A Quote by Dwight L. Moody

I never saw a fruit-bearing Christian who was not a student of the Bible. — © Dwight L. Moody
I never saw a fruit-bearing Christian who was not a student of the Bible.
I never saw a useful Christian who was not a student of the Bible. If a man neglects his Bible, he may pray and ask God to use him in His work; but God cannot make much use of him, for there is not much for the Holy Ghost to work upon.
Fruit-bearing involves cross-bearing. There are not two Christs--an easygoing one for easygoing Christians, and a suffering, toiling one for exceptional believers. There is only one Christ. Are you willing to abide in Him, and thus to bear much fruit?
The Bible says the fruit of the spirit is longsuffering. I'll tell you one thing about fruit: you will never see a fruit factory. Isn't that right? You see a shirt factory, but you see a fruit orchard. You see, there is no fruit without life. You cannot manufacture patience. The fruit of the Spirit is patience.
The Bible never says anything about dinosaurs. You can't say there were dinosaurs when you never saw them. Somebody actually saw Adam and Eve. No one ever saw a Tyrannosaurus Rex.
You can trust the Bible. You will never be a great Christian until you come to the unshakable conviction that the Bible is the Word of God.
Isolating the student from large sections of human knowledge is not the basis of a Christian education. Rather it is giving him or her the framework for total truth, rooted in the Creator's existence and in the Bible's teaching, so that in each step of the formal learning process the student will understand what is true and what is false and why it is true or false.
The demand of the day is for a higher standard and style of Christian life. Every follower of Christ must represent His religion purely, loftily, impressively, before that multitude of "Bible-readers" whose only Bible is the Christian.
A Christian boy or girl can learn mathematics, for example, from a teacher who is not a Christian; and truth is truth however learned. But while truth is truth however learned, the bearing of truth, the meaning of truth, the purpose of truth, even in the sphere of mathematics, seem entirely different to the Christian from that which they seem to the non-Christian; and that is why a truly Christian education is possible only when Christian conviction underlies not a part but all, of the curriculum of the school.
The Bible affects everybody's life who is a Christian, from the middle class in Europe to the peasant in Africa and Asia. The Bible has affected their lives, but in translation, since they do not read the Bible in the original Greek or Hebrew.
They are equal reality. They are two streams of present reality, both equally promised. The Christian dead are already with Christ now, and Christ really lives in the Christian. Christ lives in me. The Christ who was crucified, the Christ whose work is finished, the Christ who is glorified now, has promised (John 15) to bring forth fruit in the Christian, just as the sap of the vine brings forth the fruit in the branch.
The Bible is one long story of God meeting our rebellion with His rescue, our sin with His salvation, our guilt with His grace, our badness with His goodness. The overwhelming focus of the Bible is not the work of the redeemed but the work of the Redeemer. Which means that the Bible is not first a recipe for Christian living but a revelation book of Jesus who is the answer to our un-Christian living.
I never met a hopeful Christian who didn't read their Bible.
Erudition can produce foliage without bearing fruit.
The processes of growth are gradual, bearing fruit in a decade, not a day.
But I believe the greatest enemy of the Bible is the so-called Christian who simply ignores the Bible or disregards it.
One reason, of course, as a Christian, I believe the Bible is the word of God. I take the Bible as the standard.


**Exercise aim:**
All lines from the one with "Image: w=1024, h=492." through the final line below are to be reproduced exactly; omit the others.

(Records excerpted from a collection)

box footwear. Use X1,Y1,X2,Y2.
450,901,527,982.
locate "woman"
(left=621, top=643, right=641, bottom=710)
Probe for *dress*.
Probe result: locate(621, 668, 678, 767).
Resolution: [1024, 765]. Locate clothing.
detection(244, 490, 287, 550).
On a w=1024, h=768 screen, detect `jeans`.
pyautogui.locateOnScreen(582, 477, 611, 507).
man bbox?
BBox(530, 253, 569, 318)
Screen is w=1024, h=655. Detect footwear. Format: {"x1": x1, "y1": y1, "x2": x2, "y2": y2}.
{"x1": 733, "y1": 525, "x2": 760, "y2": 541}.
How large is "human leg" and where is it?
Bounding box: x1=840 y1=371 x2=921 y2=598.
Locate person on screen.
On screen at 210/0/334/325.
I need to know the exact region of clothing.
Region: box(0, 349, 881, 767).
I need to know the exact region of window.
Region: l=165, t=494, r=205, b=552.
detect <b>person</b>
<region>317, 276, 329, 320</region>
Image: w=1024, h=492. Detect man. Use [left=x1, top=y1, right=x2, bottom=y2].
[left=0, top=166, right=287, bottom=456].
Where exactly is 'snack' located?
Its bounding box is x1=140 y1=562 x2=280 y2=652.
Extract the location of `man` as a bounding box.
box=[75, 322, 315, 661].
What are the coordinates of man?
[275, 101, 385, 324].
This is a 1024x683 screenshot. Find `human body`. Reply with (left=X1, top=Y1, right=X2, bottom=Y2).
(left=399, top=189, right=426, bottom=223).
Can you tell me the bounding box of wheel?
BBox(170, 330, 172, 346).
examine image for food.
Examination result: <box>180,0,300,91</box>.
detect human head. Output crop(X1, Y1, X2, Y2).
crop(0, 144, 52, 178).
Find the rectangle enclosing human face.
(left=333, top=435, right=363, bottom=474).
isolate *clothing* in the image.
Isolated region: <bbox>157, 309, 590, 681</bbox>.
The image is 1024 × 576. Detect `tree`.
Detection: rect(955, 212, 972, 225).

**Your solution:**
Image: w=1024, h=492. Detect man. Use [left=x1, top=y1, right=x2, bottom=y2].
[left=0, top=166, right=287, bottom=456].
Where exactly is 'snack' located?
Its bounding box is x1=140 y1=562 x2=280 y2=652.
Extract the location of `man` as a bounding box.
box=[75, 322, 315, 661].
What are the coordinates of man?
[275, 101, 385, 324].
This is a 1024x683 screenshot. Find `human body`. Reply with (left=X1, top=Y1, right=X2, bottom=Y2).
(left=399, top=189, right=426, bottom=223).
Can you tell me the bounding box of wheel?
BBox(170, 330, 172, 346).
examine image for food.
Examination result: <box>180,0,300,91</box>.
detect human head. Output crop(X1, Y1, X2, Y2).
crop(0, 144, 52, 178).
Find the rectangle enclosing human face.
(left=333, top=435, right=363, bottom=474).
isolate *clothing* in the image.
Isolated region: <bbox>157, 309, 590, 681</bbox>.
The image is 1024 × 576. Detect `tree`.
Detection: rect(955, 212, 972, 225).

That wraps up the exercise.